I'm tying to write some simple app on python3 and tornado for server, and requests for client, and I'm getting some headers in 'self.request.body', which I can't dispose of. For instance, for file 'blahblahblah', I get:
--cb5f6ba84bdf42d382dfd3204f6307c7\r\nContent-Disposition: form-data; name="file"; filename="1.bin"\r\n\r\nblahblahblah\n\r\n--cb5f6ba84bdf42d382dfd3204f6307c7--\r\n
Files are sent by
f = {'file': open(FILE, 'rb')}
requests.post(URL_UPLOAD, files=f)
and received by
class UploadHandler(tornado.web.RequestHandler):
def post(self, filename):
with open(Dir + filename, 'wb') as f:
f.write(self.request.body)
My full code can be seen here
When I send the file by curl with curl -X POST -d $(cat ./1.bin) http://localhost:8080/upload/1.bin I get the correct file, but without \n.
There must be something I missed. Please can someone help me with that? Thank You.

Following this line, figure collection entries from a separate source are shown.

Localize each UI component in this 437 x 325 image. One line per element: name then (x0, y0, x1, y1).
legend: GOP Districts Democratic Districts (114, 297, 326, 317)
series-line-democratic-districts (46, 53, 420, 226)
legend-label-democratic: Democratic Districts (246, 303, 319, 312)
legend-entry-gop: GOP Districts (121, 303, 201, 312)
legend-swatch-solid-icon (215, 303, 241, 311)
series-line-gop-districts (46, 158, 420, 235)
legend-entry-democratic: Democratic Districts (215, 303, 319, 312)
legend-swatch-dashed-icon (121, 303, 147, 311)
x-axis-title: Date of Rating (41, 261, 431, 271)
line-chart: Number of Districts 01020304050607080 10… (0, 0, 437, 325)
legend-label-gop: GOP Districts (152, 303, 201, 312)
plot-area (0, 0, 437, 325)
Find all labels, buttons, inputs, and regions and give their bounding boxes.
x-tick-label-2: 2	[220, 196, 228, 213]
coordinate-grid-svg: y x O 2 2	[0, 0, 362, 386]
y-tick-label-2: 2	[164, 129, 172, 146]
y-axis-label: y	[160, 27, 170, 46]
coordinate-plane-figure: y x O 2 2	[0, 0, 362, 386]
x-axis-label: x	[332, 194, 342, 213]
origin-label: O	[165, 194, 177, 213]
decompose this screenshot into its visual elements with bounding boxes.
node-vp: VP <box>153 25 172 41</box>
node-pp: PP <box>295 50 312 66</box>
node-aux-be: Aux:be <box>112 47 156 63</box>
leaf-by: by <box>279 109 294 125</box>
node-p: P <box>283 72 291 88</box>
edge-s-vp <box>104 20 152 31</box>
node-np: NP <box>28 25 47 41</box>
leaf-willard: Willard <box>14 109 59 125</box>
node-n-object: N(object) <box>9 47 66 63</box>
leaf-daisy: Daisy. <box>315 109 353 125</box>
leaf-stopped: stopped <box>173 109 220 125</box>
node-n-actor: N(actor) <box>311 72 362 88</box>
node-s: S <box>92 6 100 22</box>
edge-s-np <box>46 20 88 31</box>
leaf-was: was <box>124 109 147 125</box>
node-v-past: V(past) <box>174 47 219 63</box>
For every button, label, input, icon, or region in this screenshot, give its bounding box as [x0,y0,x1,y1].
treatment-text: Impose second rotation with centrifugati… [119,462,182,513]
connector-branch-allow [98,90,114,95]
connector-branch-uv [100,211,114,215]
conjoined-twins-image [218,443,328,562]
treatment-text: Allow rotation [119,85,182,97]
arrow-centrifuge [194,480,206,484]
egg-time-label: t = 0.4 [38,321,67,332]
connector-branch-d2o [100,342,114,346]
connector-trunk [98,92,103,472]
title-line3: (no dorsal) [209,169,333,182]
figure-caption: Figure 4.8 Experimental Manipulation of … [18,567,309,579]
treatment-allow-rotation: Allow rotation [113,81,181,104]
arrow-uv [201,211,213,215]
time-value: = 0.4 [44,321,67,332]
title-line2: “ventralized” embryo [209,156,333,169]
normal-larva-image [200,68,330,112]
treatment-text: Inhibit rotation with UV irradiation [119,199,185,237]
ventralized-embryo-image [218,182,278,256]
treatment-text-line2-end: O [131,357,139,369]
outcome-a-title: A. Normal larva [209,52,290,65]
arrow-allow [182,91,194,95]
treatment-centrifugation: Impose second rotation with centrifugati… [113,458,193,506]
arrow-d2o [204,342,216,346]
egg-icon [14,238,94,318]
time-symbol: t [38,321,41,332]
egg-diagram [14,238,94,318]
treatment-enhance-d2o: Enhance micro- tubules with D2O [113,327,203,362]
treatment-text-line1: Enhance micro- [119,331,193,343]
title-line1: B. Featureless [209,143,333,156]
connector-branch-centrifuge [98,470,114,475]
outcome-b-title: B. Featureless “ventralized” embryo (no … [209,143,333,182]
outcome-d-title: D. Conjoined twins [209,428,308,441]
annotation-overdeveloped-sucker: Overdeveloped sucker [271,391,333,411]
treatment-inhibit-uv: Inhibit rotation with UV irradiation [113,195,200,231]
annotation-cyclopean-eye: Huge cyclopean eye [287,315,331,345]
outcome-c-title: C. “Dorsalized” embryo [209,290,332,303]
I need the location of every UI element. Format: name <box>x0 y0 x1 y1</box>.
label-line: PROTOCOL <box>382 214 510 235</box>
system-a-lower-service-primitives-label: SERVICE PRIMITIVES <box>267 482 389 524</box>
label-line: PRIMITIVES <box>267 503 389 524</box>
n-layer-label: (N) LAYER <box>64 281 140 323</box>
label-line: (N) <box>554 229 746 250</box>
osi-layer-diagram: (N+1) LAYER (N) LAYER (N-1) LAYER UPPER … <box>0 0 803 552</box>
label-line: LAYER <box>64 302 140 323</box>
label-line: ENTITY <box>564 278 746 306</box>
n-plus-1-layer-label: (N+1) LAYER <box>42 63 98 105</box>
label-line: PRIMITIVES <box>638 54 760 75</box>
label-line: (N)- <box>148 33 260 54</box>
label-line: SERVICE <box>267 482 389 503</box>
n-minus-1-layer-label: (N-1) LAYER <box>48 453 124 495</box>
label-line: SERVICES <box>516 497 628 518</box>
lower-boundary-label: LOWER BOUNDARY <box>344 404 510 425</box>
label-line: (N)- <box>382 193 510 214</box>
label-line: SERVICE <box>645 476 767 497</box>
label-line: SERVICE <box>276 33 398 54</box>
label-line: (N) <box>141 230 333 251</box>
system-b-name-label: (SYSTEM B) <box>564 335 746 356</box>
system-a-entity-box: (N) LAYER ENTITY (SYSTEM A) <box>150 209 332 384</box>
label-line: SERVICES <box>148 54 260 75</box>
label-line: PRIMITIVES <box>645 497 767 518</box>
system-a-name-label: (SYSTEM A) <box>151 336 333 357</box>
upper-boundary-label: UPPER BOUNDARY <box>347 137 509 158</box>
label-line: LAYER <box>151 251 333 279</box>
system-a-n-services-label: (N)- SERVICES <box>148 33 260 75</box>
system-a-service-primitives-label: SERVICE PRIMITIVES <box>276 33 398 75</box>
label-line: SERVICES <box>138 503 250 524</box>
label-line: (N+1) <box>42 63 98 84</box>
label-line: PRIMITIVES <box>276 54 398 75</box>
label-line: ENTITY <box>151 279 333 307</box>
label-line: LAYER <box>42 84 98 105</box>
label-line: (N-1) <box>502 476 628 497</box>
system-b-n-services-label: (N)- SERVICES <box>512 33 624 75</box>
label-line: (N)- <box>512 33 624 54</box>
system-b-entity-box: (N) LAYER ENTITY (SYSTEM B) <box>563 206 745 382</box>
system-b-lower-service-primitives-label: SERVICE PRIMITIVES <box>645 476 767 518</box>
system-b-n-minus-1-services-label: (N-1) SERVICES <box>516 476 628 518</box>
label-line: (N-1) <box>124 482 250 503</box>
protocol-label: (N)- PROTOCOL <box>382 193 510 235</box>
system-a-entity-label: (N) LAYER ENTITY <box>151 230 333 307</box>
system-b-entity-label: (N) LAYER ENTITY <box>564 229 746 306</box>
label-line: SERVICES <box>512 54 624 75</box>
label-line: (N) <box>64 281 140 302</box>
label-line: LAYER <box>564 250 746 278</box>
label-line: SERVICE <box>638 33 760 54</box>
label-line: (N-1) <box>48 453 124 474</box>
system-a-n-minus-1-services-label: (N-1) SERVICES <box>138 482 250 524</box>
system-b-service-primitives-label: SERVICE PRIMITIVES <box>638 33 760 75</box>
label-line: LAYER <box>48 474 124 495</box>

There are two ways to upload files: simply using the file as the request body (usually, but not necessarily, with the HTTP PUT method), or using a multipart wrapper (usually with the HTTP POST method). If you upload the file from an HTML form, it will usually use the multipart wrapper. Your requests example is using a multipart wrapper and the curl one is not; your server is not expecting the wrapper.
To use a multipart wrapper: in requests, pass files= as you've done here. With curl, see this answer: Using curl to upload POST data with files. On the server, use self.request.files instead of self.request.body: http://www.tornadoweb.org/en/stable/httpserver.html#tornado.httpserver.HTTPRequest.files
To not use the multipart wrapper, use data=open(FILE, 'rb').read() from requests, and keep the other two components the same.
It is possible to support both styles simultaneously on the server: use self.requests.files when self.request.headers['Content-Type'] == 'multipart/form-data' and self.request.body otherwise.